Saturday, 11 July 2009

La bestia nell spazzo / Beast in Space

Beast in Space is a title that raises a question: Who, or what, is The Beast?

Well, to explain: The Beast was a 1975 film by Walerian Borowczyk, an offshoot from the previous year's Immoral Tales. It presented a distinctly adult version of the beauty and the beast myth, in which a young heiress fantasised about an 18th century French noblewoman Romilda de l'Esperance's dalliances with a prodigiously endowed bear-like creature, with these encounters then proving to have placed a curse on the noble family, including her feeble-minded, be-tailed husband to be, Mathurin de l'Esperance.

It is not exactly an obvious piece of material to combine with space opera, even if the form does affords the possibility by virtue of going "to explore strange new worlds; to seek out new life and new civilizations [...] where no man has gone before," just as the presence of The Beast's Sirpa Lane explains the thinking behind the title.

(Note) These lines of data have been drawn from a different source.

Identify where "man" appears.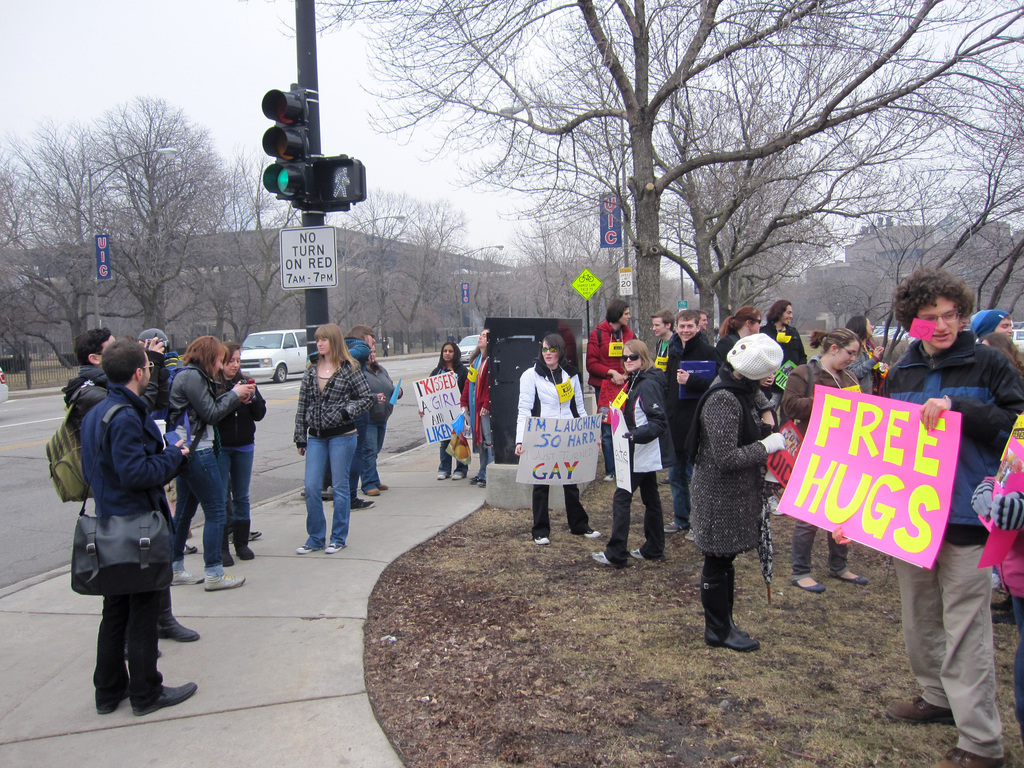
Appears at 86,337,200,722.
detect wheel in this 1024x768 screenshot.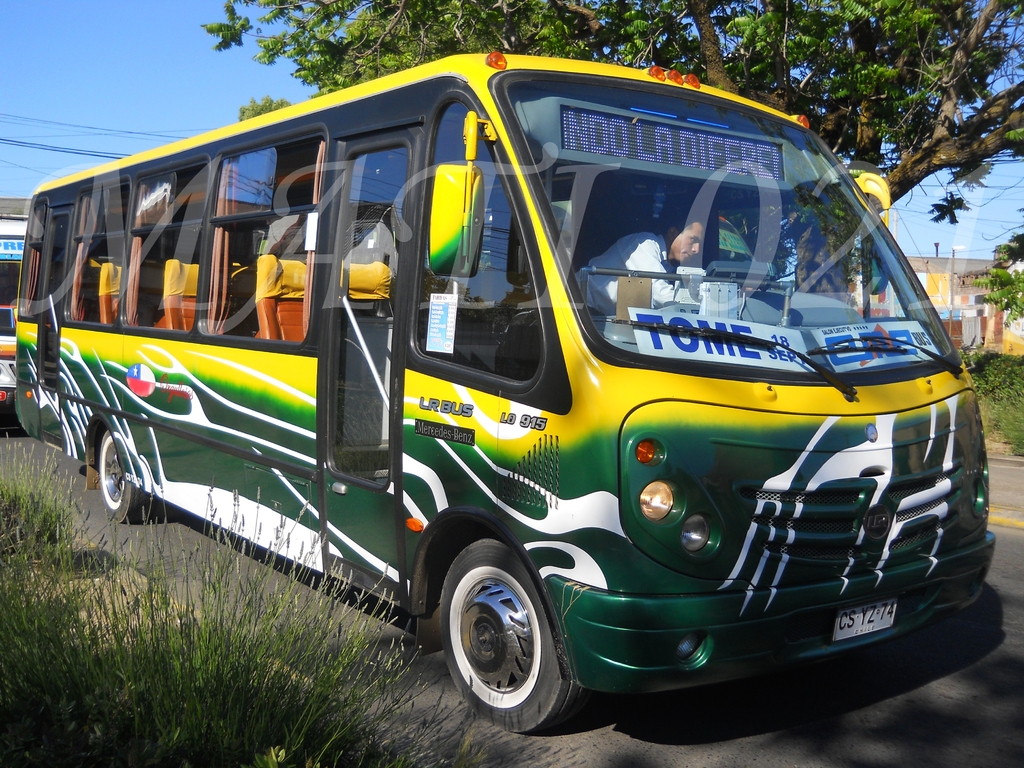
Detection: crop(100, 429, 148, 523).
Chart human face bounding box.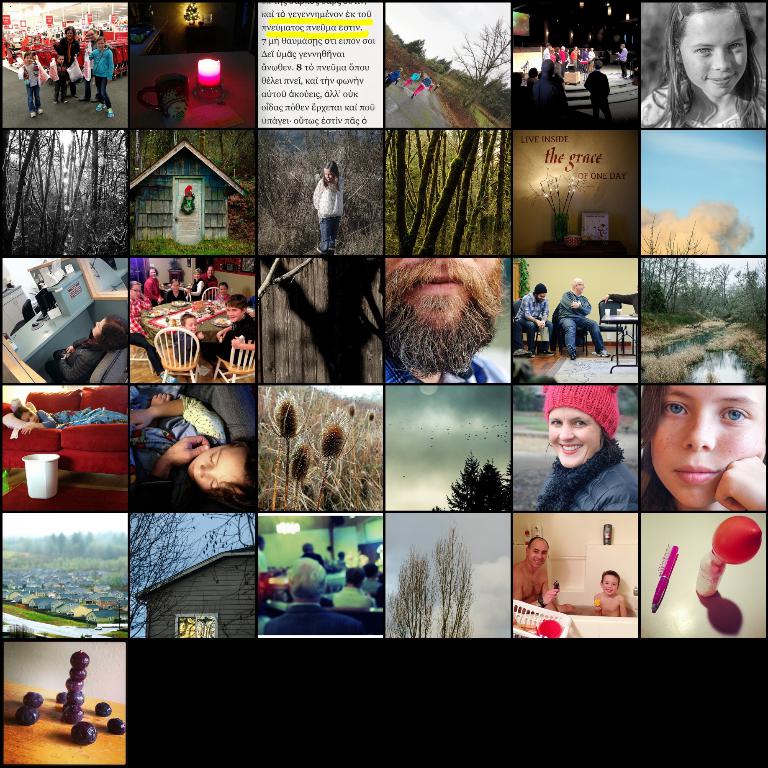
Charted: bbox=[677, 12, 751, 90].
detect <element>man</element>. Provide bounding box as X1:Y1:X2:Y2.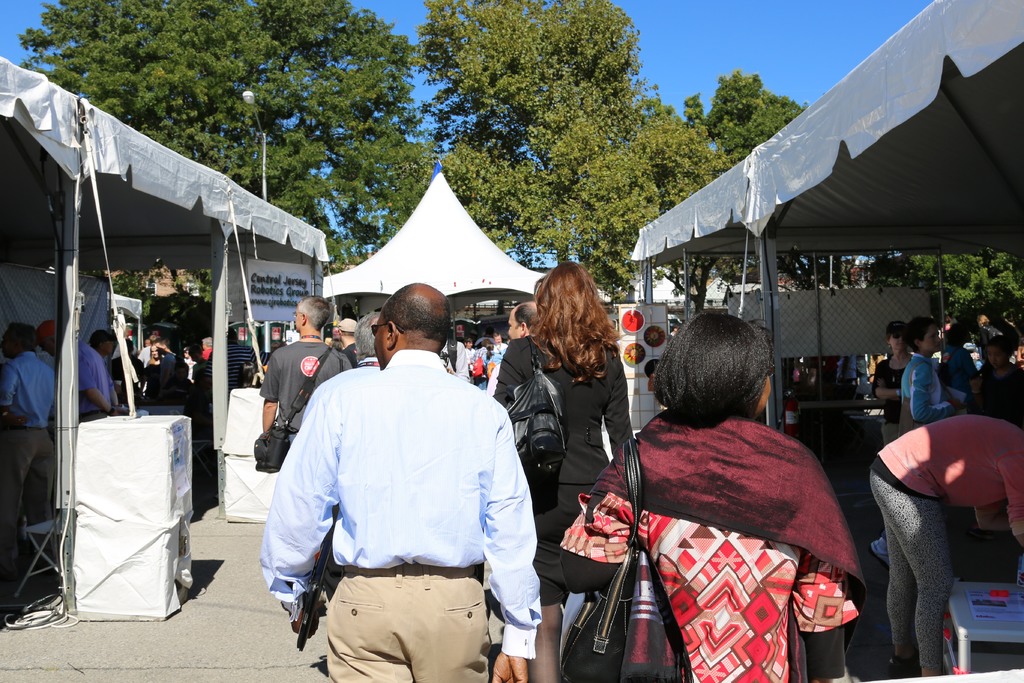
486:302:539:399.
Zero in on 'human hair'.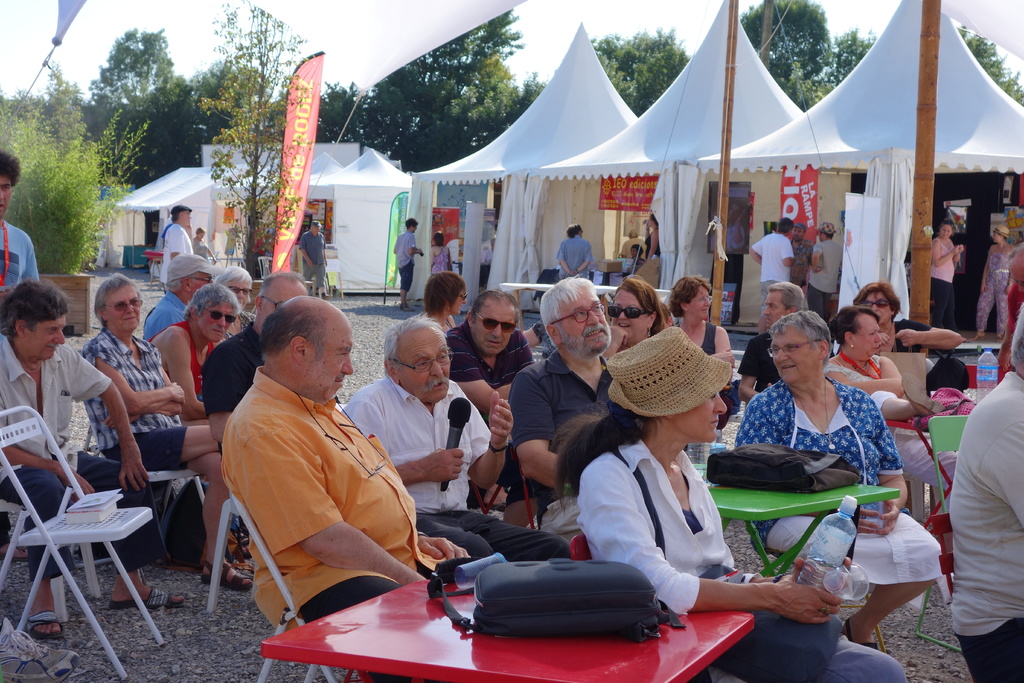
Zeroed in: l=422, t=266, r=467, b=316.
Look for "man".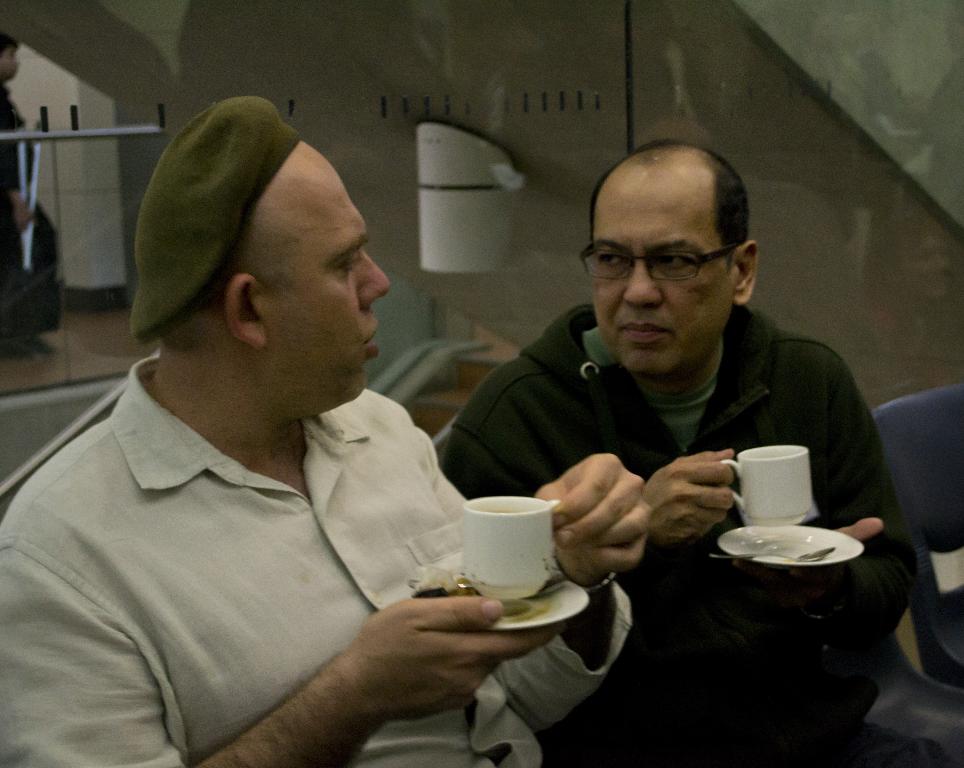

Beast in Space could perhaps have just about worked worked as a parody or a sex film, as the two options its model presents. It is neither. Instead it's a space adventure that's played essentially straight, even when the most ridiculous pseudo-scientific dialogue is being spoken. But it definitely isn't suitable for children on account of the nudity and sex scenes. These scenes themselves present an odd combination of softcore and hardcore material to further distancing the film from mainstream audiences whilst probably being insufficient for their raincoater counterparts.

Though the DVD of the film presents two and a half minutes of generally harder material as deleted scenes, these images are largely indistinguishable from what appears in the film itself, being close-up of genitalia and mouths that are never re-attached to a specific body via pans, only cuts, in that time honoured inserts manner.

Beast in Space might also have worked had Lane had the kind of name and recognition value that could be used to actually sell it, a la Laura Gemser or Sylvia Kristel.

But in The Beast Lane played the noblewoman without dialogue and in the kind of 18th century wigs and underwear that don't really allow for making any immediate connection to her character here, whether she's wearing a flimsy about-to-come-off dress or a figure-hugging space/jump-suit and helmet. True, Lane had been more exposed as herself in the likes of Nazi Love Camp 27 and Papaya of the Caribbean in the interim, but these were hardly productions with the same kind of profile as The Beast and her debut film, Roger Vadim's 1974 The Assassinated Young Girl.


The poster

The plot, that thing which provides an excuse for the inanity and the sex, sees the crew of the MK31, led by Captain Larry Madison (Vassili Karis) being sent on a mission to the planet Lorigon where a rare and strategically vital metal, Entalium, is to be found.

Rivalling them in the race is the Han Solo-esque rogue Juan Cardoso (Venantino Venantini).

A personal edge to the rivalry is provided by the fact that Madison and Cardoso have already come to blows with one another over their rival positions - Madison doesn't like civilians and Cardoso doesn't like the space navy - and sexual possession of the beautiful Sondra Richardson, a lieutenant aboard the MK31 (Lane).

Lt Richardson finds herself plagued by strange dreams - some culled from Borowczyk's film, including the horse copulation footage - in which she encounters a giant robot, has sex with a hairy man-beast in some woods, and generally sees the crew of the MK31 (who also include Marina Frajese) going at it like their lives depended on it...

The MK31 is drawn towards a mysterious planet Lorigon where they re-encounter Cardoso, who has got there first, and his host and friend Onaf (Claudio Undari), one of the figures from Lt. Richardson's vision...

There are probably all sorts of subtexts that could be drawn out of The Beast in Heat - the implied existence of a primitive subconscious, with creatures and planets from the id even in the ostensibly civilised far future; the relationship between the military industrial complex and the rest of the world (or indeed universe) - but it's questionable whether the film-makers ever seriously thought about them.

Or, to paraphrase Freud, sometimes a light sword is just a light sword...

What's there, then, are the surface pleasures: the bad dialogue (this must be the only film where someone actually says "Quickly! A bottle of Uranus milk!" with a straight face), acting, costumes, production design, effects, direction and scoring (courtesy of the inimitable Pluto Kennedy).

Or, in other words, one hell of a lot for the Euro-trash fan, especially if he or she is already familiar with any of director Al Brescia's other sci-fi epics of this period.